Fr. Babolin recalled the documents of the IV Lateran Ecumenical Council in 1215, state that Christians "firmly believe and simply confess" that God created "from nothing…the spiritual and the corporal, that is, the angelic and the mundane, and then the human. "
"(T)he devil and other demons were created by God good in nature, but they themselves through themselves have become wicked,” notes the text of the council.
Fr. Babolin, known as the “exorcist of Padua,” also recalled two speeches of Pope Paul VI in 1972, which also confirm the existence of the devil "to the faithful, who tend to doubt the existence of Satan…his presence and action. "
On June 29, 1972, Paul VI, alluding to the contemporary situation of the Church, said in his homily that it seemed “the smoke of Satan” entered the temple of God. That same year, on November 15, Paul VI warned that "one of the major needs of the Church" is to defend ourselves "from that evil that we call the Devil."
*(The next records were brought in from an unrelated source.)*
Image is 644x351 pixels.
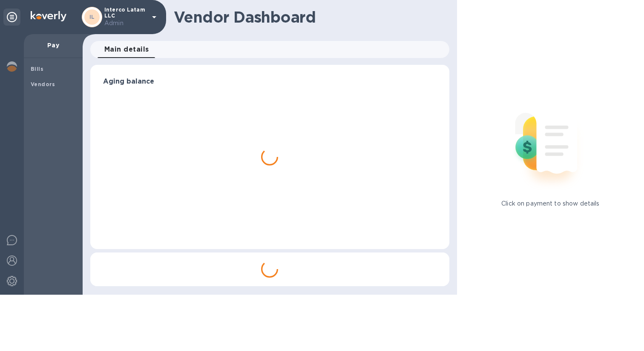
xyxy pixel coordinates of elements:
[30,66,43,72] b: Bills
[89,14,95,20] b: IL
[30,11,66,21] img: Logo
[174,8,444,26] h1: Vendor Dashboard
[103,78,437,85] h3: Aging balance
[501,199,600,208] p: Click on payment to show details
[30,81,56,88] b: Vendors
[104,7,147,27] p: Interco Latam LLC
[3,8,21,26] div: Unpin categories
[104,43,149,56] span: Main details
[30,41,76,50] p: Pay
[104,19,147,27] p: Admin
Fr. Babolin also noted that the Catechism of the Catholic Church teaches that the devil exists in reality, not in the abstract. In the section of the Catechism regarding the "deliver us from evil" petition of the Our Father, in para. 2851, it states that "in this petition, evil is not an abstraction, A person, Satan, the Evil One, the angel who opposes God. The 'devil' (dia-bolos) is the one who 'crosses' in the design of God and his work of salvation fulfilled in Christ."
Fr. Babolin said that the faithful should see the statement of the Fourth Lateran Ecumenical Council, the assertions of Paul VI and what is recorded in the Catechism as "three irrefutable points" about the existence of the devil.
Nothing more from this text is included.